‘Lord Cummerbund, as you know there has been considerable public disquiet about the conviction of Henry Ingram. You have come before this inquiry voluntarily but I want you to answer the questions put to you as fully and frankly as possible. Is that clear?’
‘Perfectly clear, but as Ingram has been dead for more than a year I don’t really see the point.’
‘Lord Cummerbund, an innocent man may have been found guilty of a terrible crime. If such an injustice has been done, would you not agree, as the former most senior law officer of the land, that it should be undone?’
‘Oh, quite, quite. Fat lot of good it’ll do him, though.’
‘Now, in your former capacity you drew up the charges against Mr Ingram and it was of those charges that he was eventually found guilty. Were you then, and are you still, satisfied that the court reached the correct verdict?’
‘Absolutely. Not a shred of doubt about it.’
‘And do you agree that this verdict could not have been reached without the evidence of the witness Morgan Curtis.’
‘Oh, yes, that was crucial.’
‘Then why in an interview some years after the trial did you describe Mr Curtis, the prosecution’s key witness, as, I quote, “a soft-boiled egg”? What exactly did you mean by that?’
‘Well, you know. You crack open the shell and it’s all a bit runny inside. Underdone.’
‘You also referred to him as “not the sharpest tool in the box” and “an apple short of a picnic”. Were these rather unoriginal clichés intended to suggest that Mr Curtis was not intelligent?’
‘He was as thick as two short planks. Not all there.’
‘So you continue to disparage the intelligence and reliability of this witness, without whose evidence, as you have admitted, the guilty verdict imposed on Mr Ingram could not have been reached?’
‘Oh, come on, it’s all over now. We all know Ingram did it. Does it really matter if Mr Curtis’s paella was missing a few prawns? Let sleeping dogs lie, that’s what I say. Right, is that it? Let’s go to the pub.’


» EXERCISE:
Collect all lines containing the word "Feedback" from the data.

━━━━━━━━

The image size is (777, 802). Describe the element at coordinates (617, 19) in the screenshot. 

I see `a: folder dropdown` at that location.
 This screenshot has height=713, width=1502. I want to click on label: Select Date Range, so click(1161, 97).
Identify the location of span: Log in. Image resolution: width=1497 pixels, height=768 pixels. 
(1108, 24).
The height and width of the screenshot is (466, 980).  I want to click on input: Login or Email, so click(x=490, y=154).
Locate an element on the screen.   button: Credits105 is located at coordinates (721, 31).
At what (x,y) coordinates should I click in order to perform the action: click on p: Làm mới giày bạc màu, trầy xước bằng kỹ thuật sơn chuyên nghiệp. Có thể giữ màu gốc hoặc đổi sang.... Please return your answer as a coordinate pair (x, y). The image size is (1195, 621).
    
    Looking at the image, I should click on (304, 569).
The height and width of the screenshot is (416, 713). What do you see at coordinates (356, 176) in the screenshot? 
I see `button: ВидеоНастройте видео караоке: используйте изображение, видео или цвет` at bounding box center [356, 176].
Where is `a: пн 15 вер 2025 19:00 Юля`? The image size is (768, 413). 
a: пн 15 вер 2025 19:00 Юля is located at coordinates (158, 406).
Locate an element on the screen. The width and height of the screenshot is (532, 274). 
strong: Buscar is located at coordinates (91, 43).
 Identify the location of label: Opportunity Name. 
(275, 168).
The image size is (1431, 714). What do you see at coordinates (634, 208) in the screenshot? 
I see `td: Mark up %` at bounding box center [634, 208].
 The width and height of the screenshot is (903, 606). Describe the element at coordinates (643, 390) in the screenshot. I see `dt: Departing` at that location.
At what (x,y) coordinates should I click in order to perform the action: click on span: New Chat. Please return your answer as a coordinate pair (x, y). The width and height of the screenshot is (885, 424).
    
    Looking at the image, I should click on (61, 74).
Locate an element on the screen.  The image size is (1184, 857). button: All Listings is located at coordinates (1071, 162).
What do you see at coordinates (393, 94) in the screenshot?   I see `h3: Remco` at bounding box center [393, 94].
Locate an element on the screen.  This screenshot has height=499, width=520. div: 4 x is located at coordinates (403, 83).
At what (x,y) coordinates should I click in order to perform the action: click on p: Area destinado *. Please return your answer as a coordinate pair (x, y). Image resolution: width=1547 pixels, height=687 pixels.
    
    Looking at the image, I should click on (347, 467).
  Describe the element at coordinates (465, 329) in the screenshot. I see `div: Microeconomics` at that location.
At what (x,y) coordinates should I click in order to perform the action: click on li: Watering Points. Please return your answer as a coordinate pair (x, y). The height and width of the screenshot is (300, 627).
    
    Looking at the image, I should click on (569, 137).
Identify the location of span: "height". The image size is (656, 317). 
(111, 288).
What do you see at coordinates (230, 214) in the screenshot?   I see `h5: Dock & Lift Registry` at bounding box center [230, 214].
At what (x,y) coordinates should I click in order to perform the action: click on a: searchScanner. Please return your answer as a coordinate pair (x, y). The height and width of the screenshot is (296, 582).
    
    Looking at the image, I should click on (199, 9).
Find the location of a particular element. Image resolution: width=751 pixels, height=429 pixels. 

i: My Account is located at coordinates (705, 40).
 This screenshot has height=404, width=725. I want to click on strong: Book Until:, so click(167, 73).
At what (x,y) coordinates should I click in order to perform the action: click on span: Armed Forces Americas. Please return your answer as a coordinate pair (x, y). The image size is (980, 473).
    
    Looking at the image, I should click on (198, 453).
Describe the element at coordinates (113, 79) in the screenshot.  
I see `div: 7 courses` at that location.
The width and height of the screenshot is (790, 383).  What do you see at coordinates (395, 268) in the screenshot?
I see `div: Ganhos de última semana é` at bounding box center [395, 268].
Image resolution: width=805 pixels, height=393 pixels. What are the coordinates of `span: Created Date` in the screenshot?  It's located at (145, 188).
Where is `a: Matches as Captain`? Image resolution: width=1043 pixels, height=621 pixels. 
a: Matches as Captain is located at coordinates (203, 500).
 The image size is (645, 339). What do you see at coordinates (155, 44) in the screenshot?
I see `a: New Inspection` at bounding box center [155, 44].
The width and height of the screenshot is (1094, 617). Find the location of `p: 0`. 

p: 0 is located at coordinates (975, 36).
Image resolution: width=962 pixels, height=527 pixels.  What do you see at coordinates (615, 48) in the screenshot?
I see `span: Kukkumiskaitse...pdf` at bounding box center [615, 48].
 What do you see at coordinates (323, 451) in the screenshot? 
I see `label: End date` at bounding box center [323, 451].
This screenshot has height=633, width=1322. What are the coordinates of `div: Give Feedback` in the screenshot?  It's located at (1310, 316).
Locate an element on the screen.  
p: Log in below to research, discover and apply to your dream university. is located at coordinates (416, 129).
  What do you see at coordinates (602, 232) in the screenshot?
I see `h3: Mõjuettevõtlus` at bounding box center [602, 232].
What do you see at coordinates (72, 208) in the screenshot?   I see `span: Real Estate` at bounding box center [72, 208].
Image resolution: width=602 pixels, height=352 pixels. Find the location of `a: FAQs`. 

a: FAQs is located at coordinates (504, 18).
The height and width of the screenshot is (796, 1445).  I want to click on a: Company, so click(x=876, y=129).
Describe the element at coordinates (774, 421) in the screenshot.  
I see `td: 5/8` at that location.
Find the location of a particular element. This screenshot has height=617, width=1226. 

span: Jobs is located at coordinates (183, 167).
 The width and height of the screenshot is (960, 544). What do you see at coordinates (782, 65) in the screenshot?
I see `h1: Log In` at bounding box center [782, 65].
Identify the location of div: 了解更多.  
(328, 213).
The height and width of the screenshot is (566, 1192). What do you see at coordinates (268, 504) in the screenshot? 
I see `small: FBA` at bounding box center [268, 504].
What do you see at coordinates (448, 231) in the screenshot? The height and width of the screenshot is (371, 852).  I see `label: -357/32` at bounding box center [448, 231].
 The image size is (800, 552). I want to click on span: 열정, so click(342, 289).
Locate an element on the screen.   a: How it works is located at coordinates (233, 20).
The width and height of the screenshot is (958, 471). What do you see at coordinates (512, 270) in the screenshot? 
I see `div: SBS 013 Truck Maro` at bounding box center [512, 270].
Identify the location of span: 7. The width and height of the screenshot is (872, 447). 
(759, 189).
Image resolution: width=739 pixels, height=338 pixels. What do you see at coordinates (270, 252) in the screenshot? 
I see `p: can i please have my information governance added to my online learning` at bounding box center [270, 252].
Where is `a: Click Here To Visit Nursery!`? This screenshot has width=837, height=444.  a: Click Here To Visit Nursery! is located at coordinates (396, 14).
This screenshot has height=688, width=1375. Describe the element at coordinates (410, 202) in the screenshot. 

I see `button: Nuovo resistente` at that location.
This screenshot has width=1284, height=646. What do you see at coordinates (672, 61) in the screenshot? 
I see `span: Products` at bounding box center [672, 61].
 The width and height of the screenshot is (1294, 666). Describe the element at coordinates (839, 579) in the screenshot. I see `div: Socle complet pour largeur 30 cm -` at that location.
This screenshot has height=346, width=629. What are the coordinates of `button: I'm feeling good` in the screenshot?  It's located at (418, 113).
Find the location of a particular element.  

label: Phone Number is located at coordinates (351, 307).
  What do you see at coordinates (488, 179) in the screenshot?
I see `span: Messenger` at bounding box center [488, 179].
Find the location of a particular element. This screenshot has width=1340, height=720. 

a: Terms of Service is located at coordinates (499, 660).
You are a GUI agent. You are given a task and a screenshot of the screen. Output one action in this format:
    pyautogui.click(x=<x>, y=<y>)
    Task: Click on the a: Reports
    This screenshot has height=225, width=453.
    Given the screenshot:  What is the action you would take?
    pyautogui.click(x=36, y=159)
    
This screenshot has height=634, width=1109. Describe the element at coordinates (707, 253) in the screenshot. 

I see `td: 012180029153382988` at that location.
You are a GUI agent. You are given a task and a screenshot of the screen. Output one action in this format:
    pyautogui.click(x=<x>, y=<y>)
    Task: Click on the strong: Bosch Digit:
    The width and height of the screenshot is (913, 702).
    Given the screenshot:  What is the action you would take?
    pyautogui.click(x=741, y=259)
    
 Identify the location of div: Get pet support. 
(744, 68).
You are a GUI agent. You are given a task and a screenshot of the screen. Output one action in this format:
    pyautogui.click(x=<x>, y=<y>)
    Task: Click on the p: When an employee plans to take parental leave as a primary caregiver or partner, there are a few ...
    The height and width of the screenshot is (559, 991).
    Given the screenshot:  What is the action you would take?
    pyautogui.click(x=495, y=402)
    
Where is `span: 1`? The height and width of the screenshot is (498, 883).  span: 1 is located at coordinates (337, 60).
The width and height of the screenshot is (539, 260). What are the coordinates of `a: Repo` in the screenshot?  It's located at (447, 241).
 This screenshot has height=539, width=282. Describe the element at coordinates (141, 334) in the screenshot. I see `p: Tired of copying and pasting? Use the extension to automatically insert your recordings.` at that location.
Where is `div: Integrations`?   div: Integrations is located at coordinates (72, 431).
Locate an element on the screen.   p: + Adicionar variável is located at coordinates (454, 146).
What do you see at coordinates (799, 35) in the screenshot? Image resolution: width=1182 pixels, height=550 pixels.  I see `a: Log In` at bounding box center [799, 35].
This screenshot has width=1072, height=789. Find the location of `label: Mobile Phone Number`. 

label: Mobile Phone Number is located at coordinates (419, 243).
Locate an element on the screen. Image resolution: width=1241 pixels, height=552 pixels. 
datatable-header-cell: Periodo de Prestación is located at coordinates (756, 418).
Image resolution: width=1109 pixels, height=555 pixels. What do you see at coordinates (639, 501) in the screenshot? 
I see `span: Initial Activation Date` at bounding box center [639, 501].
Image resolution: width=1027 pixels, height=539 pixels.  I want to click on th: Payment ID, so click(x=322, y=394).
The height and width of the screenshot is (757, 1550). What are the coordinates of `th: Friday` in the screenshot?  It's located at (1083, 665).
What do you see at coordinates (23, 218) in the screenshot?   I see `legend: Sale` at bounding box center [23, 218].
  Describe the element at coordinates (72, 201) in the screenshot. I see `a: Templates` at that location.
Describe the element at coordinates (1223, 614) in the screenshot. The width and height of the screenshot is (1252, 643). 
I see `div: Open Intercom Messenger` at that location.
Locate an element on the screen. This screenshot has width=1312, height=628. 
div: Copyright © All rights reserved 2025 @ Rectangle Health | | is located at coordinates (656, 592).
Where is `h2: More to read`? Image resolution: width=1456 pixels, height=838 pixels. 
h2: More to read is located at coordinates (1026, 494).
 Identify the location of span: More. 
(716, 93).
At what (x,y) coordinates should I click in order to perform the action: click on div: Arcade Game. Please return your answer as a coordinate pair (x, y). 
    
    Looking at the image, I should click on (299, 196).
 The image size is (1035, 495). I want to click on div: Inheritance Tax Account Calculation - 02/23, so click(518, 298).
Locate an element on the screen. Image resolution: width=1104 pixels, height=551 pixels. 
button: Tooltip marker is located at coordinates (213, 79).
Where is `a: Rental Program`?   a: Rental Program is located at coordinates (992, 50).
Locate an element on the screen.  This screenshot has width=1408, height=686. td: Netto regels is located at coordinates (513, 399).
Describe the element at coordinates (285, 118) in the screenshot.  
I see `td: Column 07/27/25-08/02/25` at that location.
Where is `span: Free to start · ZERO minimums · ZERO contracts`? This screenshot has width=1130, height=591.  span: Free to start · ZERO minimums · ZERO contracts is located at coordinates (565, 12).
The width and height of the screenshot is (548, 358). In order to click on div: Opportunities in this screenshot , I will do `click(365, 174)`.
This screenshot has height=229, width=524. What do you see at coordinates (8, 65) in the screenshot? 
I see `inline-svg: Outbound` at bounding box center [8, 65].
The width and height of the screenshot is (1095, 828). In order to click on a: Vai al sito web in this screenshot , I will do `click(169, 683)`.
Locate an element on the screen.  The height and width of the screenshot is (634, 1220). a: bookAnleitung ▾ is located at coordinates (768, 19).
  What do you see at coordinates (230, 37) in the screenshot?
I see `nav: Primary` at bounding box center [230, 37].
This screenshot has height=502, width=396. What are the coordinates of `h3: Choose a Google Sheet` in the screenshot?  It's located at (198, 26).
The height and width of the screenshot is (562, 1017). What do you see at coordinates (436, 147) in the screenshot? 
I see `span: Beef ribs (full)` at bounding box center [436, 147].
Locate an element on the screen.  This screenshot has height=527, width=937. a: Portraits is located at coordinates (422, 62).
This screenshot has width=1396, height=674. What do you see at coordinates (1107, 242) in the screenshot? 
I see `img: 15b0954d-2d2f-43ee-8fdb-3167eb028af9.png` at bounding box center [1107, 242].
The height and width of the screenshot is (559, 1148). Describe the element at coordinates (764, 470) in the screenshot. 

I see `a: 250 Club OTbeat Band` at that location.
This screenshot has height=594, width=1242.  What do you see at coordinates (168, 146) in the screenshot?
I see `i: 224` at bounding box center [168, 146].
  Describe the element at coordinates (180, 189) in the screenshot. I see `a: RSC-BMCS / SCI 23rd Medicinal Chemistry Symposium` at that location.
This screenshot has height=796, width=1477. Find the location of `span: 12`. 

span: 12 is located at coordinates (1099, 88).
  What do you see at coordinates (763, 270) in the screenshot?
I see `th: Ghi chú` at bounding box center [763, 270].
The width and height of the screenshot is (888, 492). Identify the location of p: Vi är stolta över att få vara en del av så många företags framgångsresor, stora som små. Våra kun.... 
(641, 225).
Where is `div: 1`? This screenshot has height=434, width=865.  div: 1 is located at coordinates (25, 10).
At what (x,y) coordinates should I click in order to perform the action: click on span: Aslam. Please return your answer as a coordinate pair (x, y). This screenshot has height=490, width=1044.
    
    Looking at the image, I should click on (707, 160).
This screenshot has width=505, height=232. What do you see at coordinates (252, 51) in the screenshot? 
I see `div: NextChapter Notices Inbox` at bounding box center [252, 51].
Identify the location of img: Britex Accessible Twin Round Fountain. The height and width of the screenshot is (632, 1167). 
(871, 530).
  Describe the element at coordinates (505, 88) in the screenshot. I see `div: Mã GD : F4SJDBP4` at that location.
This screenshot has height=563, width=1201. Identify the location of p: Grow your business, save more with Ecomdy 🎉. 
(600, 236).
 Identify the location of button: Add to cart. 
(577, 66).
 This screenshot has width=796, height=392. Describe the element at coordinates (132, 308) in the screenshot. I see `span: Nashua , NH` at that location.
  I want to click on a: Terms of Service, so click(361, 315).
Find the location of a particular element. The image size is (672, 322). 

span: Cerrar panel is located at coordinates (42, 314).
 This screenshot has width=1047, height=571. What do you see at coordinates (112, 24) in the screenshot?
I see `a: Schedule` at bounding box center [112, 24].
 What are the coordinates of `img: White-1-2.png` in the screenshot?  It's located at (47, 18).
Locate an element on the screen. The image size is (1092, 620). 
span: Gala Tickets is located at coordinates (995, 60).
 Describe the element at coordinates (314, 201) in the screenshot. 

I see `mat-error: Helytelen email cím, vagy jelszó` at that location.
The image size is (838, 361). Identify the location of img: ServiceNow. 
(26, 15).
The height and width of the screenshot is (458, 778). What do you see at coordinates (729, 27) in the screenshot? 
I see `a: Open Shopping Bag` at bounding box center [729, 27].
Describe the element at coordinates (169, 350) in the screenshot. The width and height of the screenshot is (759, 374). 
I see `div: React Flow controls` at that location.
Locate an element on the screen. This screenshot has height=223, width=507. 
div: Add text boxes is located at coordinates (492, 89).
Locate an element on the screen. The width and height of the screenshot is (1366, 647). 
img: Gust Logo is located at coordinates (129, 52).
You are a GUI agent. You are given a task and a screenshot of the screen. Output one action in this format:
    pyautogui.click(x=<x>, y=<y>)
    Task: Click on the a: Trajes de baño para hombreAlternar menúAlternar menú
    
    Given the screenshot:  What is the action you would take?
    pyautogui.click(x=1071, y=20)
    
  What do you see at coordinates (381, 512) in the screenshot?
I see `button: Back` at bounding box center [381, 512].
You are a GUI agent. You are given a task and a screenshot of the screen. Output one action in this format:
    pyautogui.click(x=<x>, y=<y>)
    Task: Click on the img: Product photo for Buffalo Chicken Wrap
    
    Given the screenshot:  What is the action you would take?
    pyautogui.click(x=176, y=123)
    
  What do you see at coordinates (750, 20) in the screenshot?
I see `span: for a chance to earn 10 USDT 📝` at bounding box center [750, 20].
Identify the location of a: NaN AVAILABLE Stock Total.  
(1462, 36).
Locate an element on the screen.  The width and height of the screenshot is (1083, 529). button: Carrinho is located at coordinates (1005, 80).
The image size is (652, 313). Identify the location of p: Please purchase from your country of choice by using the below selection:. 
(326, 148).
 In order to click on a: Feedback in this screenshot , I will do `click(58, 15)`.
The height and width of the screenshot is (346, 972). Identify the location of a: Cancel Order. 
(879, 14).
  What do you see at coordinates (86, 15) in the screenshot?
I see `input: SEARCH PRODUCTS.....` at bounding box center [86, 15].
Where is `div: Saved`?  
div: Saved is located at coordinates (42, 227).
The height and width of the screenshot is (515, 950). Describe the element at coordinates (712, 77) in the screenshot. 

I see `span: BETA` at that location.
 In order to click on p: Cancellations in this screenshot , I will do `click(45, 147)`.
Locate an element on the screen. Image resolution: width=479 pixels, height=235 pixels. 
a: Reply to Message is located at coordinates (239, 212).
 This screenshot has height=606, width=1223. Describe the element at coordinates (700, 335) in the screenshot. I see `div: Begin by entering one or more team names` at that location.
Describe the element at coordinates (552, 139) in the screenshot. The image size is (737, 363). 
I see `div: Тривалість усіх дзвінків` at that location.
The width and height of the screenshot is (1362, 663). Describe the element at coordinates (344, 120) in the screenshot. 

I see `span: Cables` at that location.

━━━━━━━━

» ANSWER SECTION:
This screenshot has height=633, width=1322. What are the coordinates of `div: Give Feedback` in the screenshot?  It's located at (1310, 316).
 In order to click on a: Feedback in this screenshot , I will do `click(58, 15)`.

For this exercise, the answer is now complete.